Channel Prioritization Matrix

Now the question is: which channel do we go after first? We can’t go ham on all channels at once that would be suicide. One channel at a time until it breaks.

To decide, I’ll score each channel on four parameters: Velocity, Cost, Scalability, and Speed to Signal. I’m giving the highest weight to Velocity 50% (obviously), then Scalability at 30%, and Cost and Speed to Signal at 10% each.

Here’s the Excel sheet link: Click Here

💡 Insights:

Considering that velocity is our most important growth driver and no marketing budget, very limited bandwidth, these are the three channels we should prioritize:

  1. Social Media Content 
    Low-effort, highly scalable, and perfect for consistent awareness and brand pull.

  2. Product integration
    Integration with Cafes/ smoothie bars, Restaurants

  3. Micro Influencer Seeding 
    Hyper-local activations around each retail store to boost velocity and repeat purchases through proximity and community engagement.

Closing the Gap Through Velocity (Not More Customers)

Those 3 channels will get us ~ 40,000 customers who are going to buy 4 tubs per month of Sourmilk. But that only gets us to 160,000 tubs, we’re still short by ~40,000 tubs.

So to hit our goal of $12M ARR in 12 months, what if we increase the velocity to 5 tubs per customer?

Can we do that? We absolutely can.

I tested this theory at a much smaller scale and it worked. The key insight is:

In CPG, to increase your velocity, you need to communicate the Three W’s consistently.

The Three W Framework

1. WHY

Explain why they need your product or why it matters.

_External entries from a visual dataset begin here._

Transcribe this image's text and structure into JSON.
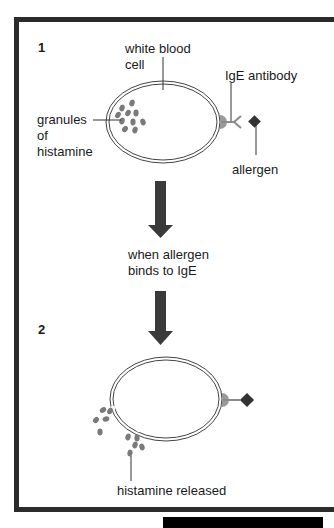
{
  "panel1": {
    "step_number": "1",
    "labels": {
      "white_blood_cell_line1": "white blood",
      "white_blood_cell_line2": "cell",
      "ige_antibody": "IgE antibody",
      "granules_line1": "granules",
      "granules_line2": "of",
      "granules_line3": "histamine",
      "allergen": "allergen"
    }
  },
  "transition": {
    "line1": "when allergen",
    "line2": "binds to IgE"
  },
  "panel2": {
    "step_number": "2",
    "labels": {
      "histamine_released": "histamine released"
    }
  },
  "colors": {
    "frame": "#2b2b2b",
    "arrow": "#3a3a3a",
    "granule": "#7a7a7a",
    "allergen": "#333333",
    "receptor": "#9a9a9a"
  }
}
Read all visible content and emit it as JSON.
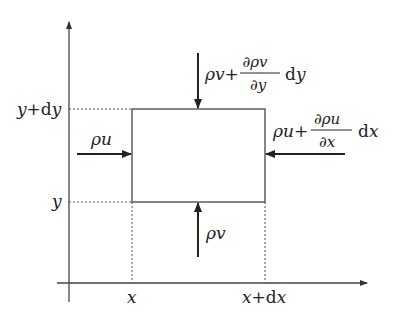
{
  "diagram": {
    "type": "control-volume-mass-flux",
    "axes": {
      "x_label": "",
      "y_label": ""
    },
    "ticks": {
      "x_left": "x",
      "x_right": "x+dx",
      "y_bottom": "y",
      "y_top": "y+dy"
    },
    "fluxes": {
      "left": {
        "base": "ρu"
      },
      "right": {
        "base": "ρu+",
        "num": "∂ρu",
        "den": "∂x",
        "diff": "dx"
      },
      "bottom": {
        "base": "ρv"
      },
      "top": {
        "base": "ρv+",
        "num": "∂ρv",
        "den": "∂y",
        "diff": "dy"
      }
    },
    "colors": {
      "line": "#333333",
      "dotted": "#555555"
    }
  }
}
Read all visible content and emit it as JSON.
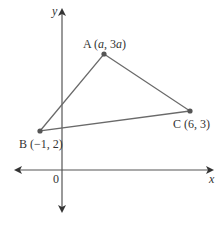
{
  "diagram": {
    "axes": {
      "x_label": "x",
      "y_label": "y",
      "origin_label": "0"
    },
    "points": [
      {
        "name": "A",
        "label_prefix": "A (",
        "label_x": "a",
        "label_sep": ", 3",
        "label_y": "a",
        "label_suffix": ")",
        "coord_text": "A (a, 3a)"
      },
      {
        "name": "B",
        "label": "B (−1, 2)"
      },
      {
        "name": "C",
        "label": "C (6, 3)"
      }
    ],
    "shape": "triangle ABC",
    "colors": {
      "line": "#6a6a6a",
      "axis": "#555555",
      "point": "#555555",
      "text": "#333333"
    }
  }
}
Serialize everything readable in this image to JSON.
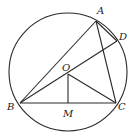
{
  "diagram": {
    "type": "geometry-circle-inscribed-triangle",
    "circle": {
      "center_label": "O",
      "cx": 68,
      "cy": 72,
      "r": 59
    },
    "points": {
      "A": {
        "label": "A",
        "x": 96,
        "y": 21,
        "lx": 97,
        "ly": 14
      },
      "D": {
        "label": "D",
        "x": 117,
        "y": 41,
        "lx": 119,
        "ly": 40
      },
      "B": {
        "label": "B",
        "x": 20,
        "y": 103,
        "lx": 7,
        "ly": 110
      },
      "C": {
        "label": "C",
        "x": 116,
        "y": 103,
        "lx": 118,
        "ly": 110
      },
      "O": {
        "label": "O",
        "x": 68,
        "y": 74,
        "lx": 62,
        "ly": 71
      },
      "M": {
        "label": "M",
        "x": 68,
        "y": 103,
        "lx": 63,
        "ly": 117
      }
    },
    "segments": [
      [
        "A",
        "B"
      ],
      [
        "A",
        "C"
      ],
      [
        "A",
        "D"
      ],
      [
        "B",
        "C"
      ],
      [
        "B",
        "D"
      ],
      [
        "O",
        "M"
      ],
      [
        "O",
        "C"
      ]
    ],
    "colors": {
      "line": "#2a2a2a",
      "background": "#ffffff"
    }
  }
}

Humans naturally stick to what’s familiar. Customers need clear reasons to justify switching to a new product.

2. WHEN

Anchor the product to a specific moment in their routine. Adding a new product into someone’s life is hard. Replacing something they already do is easy.

AG1 tells you to replace your multivitamins.
Mud/Wtr tells you to replace your coffee.

Clarify the exact moment Sourmilk fits into their day.

People need a cue.

3. HOW

Show customers practical ways to use your product.

For example, if we consistently tell them they can use our yogurt as a post-workout snack (like a cleaner protein bar), then whenever they think “post-workout snack,” Sourmilk should come to mind.

When → Why → How → Habit → Frequency ↑ → Velocity ↑

Alternatively, there are short-term hacks to increase velocity like limited-edition flavor drops, upselling, etc. but for long-term impact, we have to change behavior.

Closing Thoughts:

So what do you think? Is it possible to get to $12M ARR in 12 months?

If you ask me… I’d say I don’t know. Right now, everything is a presumption and presumptions sank the Titanic.

I didn’t have much data to work with, and we need hard data to validate every lever.

But the model, the channels, and the behavioral strategy give us a clear direction and a fighting chance.

“The best growth lever is a product people brag about.”